TAMPA
Standing in front of a bronze bust of his great-grandfather — Vicente Martinez-Ybor, the man who brought the cigar industry to Tampa — 83-year-old Rafael Martinez-Ybor said the likeness "makes me feel proud of the name that I carry." • "It's an honor to have this unveiling," he said during a ceremony last week at the Tampa Bay History Center. "It's just a great thing to see these people, that they're not forgotten for what they did for the area." • Far from it. • Busts of six Tampa pioneers — from pre-Columbian native peoples to railroad magnate Henry B. Plant — began going up last week on solid granite pedestals along the Riverwalk.
The nonprofit Friends of the Riverwalk raised private funds for the project, and the Hillsborough County Historic Preservation Challenge Grant program gave $120,000 to help cover the costs of installing six of the monuments both this year and next.
A committee of local historians and folklore experts made the first round of selections for what organizers intend to be an annual effort to add memorials of historic local figures to the trail.
To be chosen, the pioneers had to have been dead for at least 15 years, had to have lived in Tampa or Hillsborough County, must have served or influenced the community and must have made a lasting impact on Tampa's history and left a lasting legacy.
The first six selected included three men, two women and one group, mound-building Indians who settled along Tampa Bay long before European explorers arrived in the area. Along with Martinez-Ybor and Plant, the first set of trailblazers to be honored shaped Tampa through shipping (James McKay Sr.), nursing (Clara Frye) and women's rights (Eleanor McWilliams Chamberlain).

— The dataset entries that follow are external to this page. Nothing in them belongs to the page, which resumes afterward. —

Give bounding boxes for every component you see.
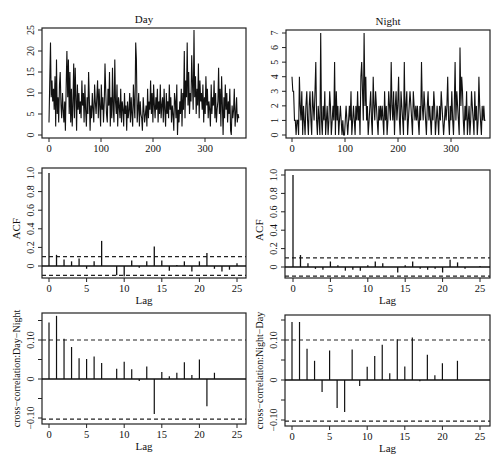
y-axis-label: cross−correlation:Day−Night: [11, 310, 22, 428]
x-tick-label: 10: [362, 431, 373, 442]
x-axis-label: Lag: [135, 440, 153, 452]
y-axis-label: cross−correlation:Night−Day: [254, 312, 265, 429]
y-tick-label: 0: [268, 265, 279, 270]
y-tick-label: 0.6: [25, 204, 36, 217]
x-axis-label: Lag: [379, 442, 397, 454]
series-line: [49, 30, 239, 135]
x-tick-label: 15: [157, 429, 168, 440]
y-tick-label: 0.8: [268, 187, 279, 200]
y-tick-label: 1: [269, 118, 280, 123]
x-tick-label: 300: [197, 143, 213, 154]
y-tick-label: 25: [25, 25, 36, 35]
y-tick-label: 0.4: [268, 224, 279, 237]
x-tick-label: 300: [443, 143, 459, 154]
y-tick-label: 0: [25, 377, 36, 382]
y-tick-label: 0: [268, 378, 279, 383]
ccf-night-day-panel: 0510152025−0.1000.10Lagcross−correlation…: [254, 312, 490, 454]
y-tick-label: 0.10: [25, 331, 36, 349]
y-tick-label: 5: [25, 112, 36, 117]
x-tick-label: 10: [119, 429, 130, 440]
x-tick-label: 0: [289, 431, 294, 442]
x-axis-label: Lag: [135, 294, 153, 306]
series-line: [292, 33, 485, 135]
y-axis-label: ACF: [253, 219, 265, 240]
x-tick-label: 20: [194, 429, 205, 440]
y-tick-label: 20: [25, 46, 36, 56]
panel-title: Day: [135, 13, 154, 25]
y-tick-label: 6: [269, 45, 280, 50]
x-tick-label: 0: [46, 429, 51, 440]
x-tick-label: 100: [337, 143, 353, 154]
y-tick-label: 0.2: [25, 241, 36, 254]
x-tick-label: 5: [84, 429, 89, 440]
y-tick-label: 5: [269, 60, 280, 65]
y-axis-label: ACF: [10, 218, 22, 239]
x-tick-label: 25: [475, 431, 486, 442]
x-tick-label: 10: [119, 283, 130, 294]
x-tick-label: 100: [93, 143, 109, 154]
y-tick-label: 1.0: [268, 169, 279, 182]
panel-title: Night: [375, 15, 400, 27]
y-tick-label: 0.6: [268, 206, 279, 219]
x-axis-label: Lag: [379, 294, 397, 306]
y-tick-label: 0.8: [25, 185, 36, 198]
x-tick-label: 200: [145, 143, 161, 154]
acf-night-panel: 051015202500.20.40.60.81.0LagACF: [253, 169, 490, 306]
y-tick-label: 2: [269, 103, 280, 108]
plot-frame: [42, 313, 246, 424]
plot-frame: [42, 168, 246, 278]
x-tick-label: 5: [328, 283, 333, 294]
x-tick-label: 200: [390, 143, 406, 154]
y-tick-label: 4: [269, 74, 280, 79]
x-tick-label: 15: [400, 431, 411, 442]
x-tick-label: 25: [232, 283, 243, 294]
acf-day-panel: 051015202500.20.40.60.81.0LagACF: [10, 167, 246, 306]
y-tick-label: 0.4: [25, 223, 36, 236]
day-series-panel: Day01002003000510152025: [25, 13, 246, 154]
x-tick-label: 0: [290, 283, 295, 294]
plot-frame: [285, 170, 490, 278]
x-tick-label: 5: [327, 431, 332, 442]
x-tick-label: 20: [437, 431, 448, 442]
y-tick-label: 0: [25, 133, 36, 138]
x-tick-label: 25: [475, 283, 486, 294]
x-tick-label: 0: [46, 283, 51, 294]
x-tick-label: 5: [84, 283, 89, 294]
y-tick-label: 15: [25, 67, 36, 77]
x-tick-label: 25: [232, 429, 243, 440]
y-tick-label: 1.0: [25, 167, 36, 180]
x-tick-label: 15: [157, 283, 168, 294]
ccf-day-night-panel: 0510152025−0.1000.10Lagcross−correlation…: [11, 310, 246, 452]
y-tick-label: −0.10: [268, 408, 279, 431]
y-tick-label: −0.10: [25, 406, 36, 429]
y-tick-label: 0: [269, 133, 280, 138]
night-series-panel: Night010020030001234567: [269, 15, 490, 154]
x-tick-label: 0: [289, 143, 294, 154]
y-tick-label: 0: [25, 264, 36, 269]
y-tick-label: 0.10: [268, 331, 279, 349]
x-tick-label: 20: [437, 283, 448, 294]
y-tick-label: 7: [269, 31, 280, 36]
x-tick-label: 20: [194, 283, 205, 294]
figure: Day01002003000510152025 Night01002003000…: [0, 0, 499, 465]
x-tick-label: 15: [400, 283, 411, 294]
x-tick-label: 10: [363, 283, 374, 294]
y-tick-label: 10: [25, 88, 36, 98]
x-tick-label: 0: [46, 143, 51, 154]
y-tick-label: 0.2: [268, 242, 279, 255]
plot-frame: [285, 315, 490, 426]
y-tick-label: 3: [269, 89, 280, 94]
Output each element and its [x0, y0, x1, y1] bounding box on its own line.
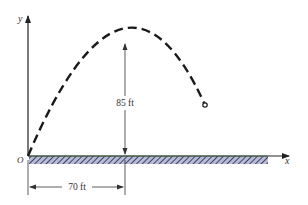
x-axis-label: x — [284, 155, 290, 166]
landing-point-marker — [203, 103, 207, 107]
y-axis-label: y — [17, 13, 23, 24]
projectile-diagram: y x O 85 ft 70 ft — [0, 0, 308, 205]
horizontal-distance-label: 70 ft — [68, 182, 86, 192]
ground — [29, 156, 268, 164]
origin-label: O — [17, 155, 24, 165]
trajectory-curve — [28, 28, 205, 156]
max-height-label: 85 ft — [116, 98, 134, 108]
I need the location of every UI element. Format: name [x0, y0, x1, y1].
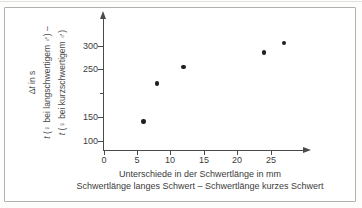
- y-tick: [98, 141, 103, 142]
- y-axis-line: [103, 18, 104, 151]
- y-tick: [98, 69, 103, 70]
- data-point: [282, 41, 286, 45]
- y-tick: [100, 93, 103, 94]
- x-tick-label: 15: [192, 155, 216, 166]
- data-point: [262, 50, 266, 54]
- y-tick-label: 250: [68, 64, 98, 75]
- y-tick-label: 150: [68, 112, 98, 123]
- x-axis-title-line-2: Schwertlänge langes Schwert – Schwertlän…: [40, 181, 360, 192]
- figure-scan: Δt in s t (♀ bei langschwertigem ♂) – t …: [0, 0, 362, 208]
- y-tick: [98, 117, 103, 118]
- data-point: [155, 81, 159, 85]
- x-tick-label: 20: [225, 155, 249, 166]
- x-tick-label: 5: [125, 155, 149, 166]
- x-axis-title-line-1: Unterschiede in der Schwertlänge in mm: [40, 169, 360, 180]
- y-axis-arrow-icon: [100, 11, 106, 19]
- y-tick: [98, 46, 103, 47]
- x-axis-arrow-icon: [303, 147, 311, 153]
- data-point: [141, 119, 145, 123]
- x-tick-label: 0: [92, 155, 116, 166]
- data-point: [181, 65, 185, 69]
- y-tick-label: 300: [68, 41, 98, 52]
- y-tick-label: 100: [68, 136, 98, 147]
- x-tick-label: 10: [158, 155, 182, 166]
- x-tick-label: 25: [259, 155, 283, 166]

In sculpting the busts, artist Steven Dickey of Tampa says he typically had only one or two photos to go on. With one person, he had only a sketch, and in the case of the mound-builders, there wasn't even that.
Consequently, he had to do some detective work to re-create the figures and their clothes, down to spending a lot of time on the computer looking at dress patterns from the 1800s and early 1900s.
"Not having a live subject is a challenge," Dickey said. "It's difficult to get a lot of the depth that you might be able to get if you see somebody in the round."
Meanwhile, city officials plan to use a $10.9 million federal transportation grant to finish the last remaining sections of the Riverwalk — one going south of Curtis Hixon Waterfront Park under the Kennedy Boulevard Bridge and a second going north from the David A. Straz Jr. Center for the Performing Arts to Water Works Park.
The section that will go under Kennedy already has been designed, and city officials plan to seek bids for construction as soon as the grant agreement is executed. The grant agreement is scheduled to go to the City Council on Thursday, but then still needs to be signed off on by officials in Tallahassee and at the U.S. Department of Transportation in Washington, D.C.
Ideally, they'll seek bids in January and start construction by early April, according to city spokeswoman Ali Glisson.
The city is evaluating five applications from architects bidding to design the section north of the performing arts center. Design work is expected to take a year, with construction starting by May 2014.
If all goes as scheduled, the section under Kennedy should be complete by February 2015, and the northern section should be finished in April 2015.
"I want those bids on the street," Tampa Mayor Bob Buckhorn said last week. "Every month that goes by is a month that I can't cut a ribbon on that thing."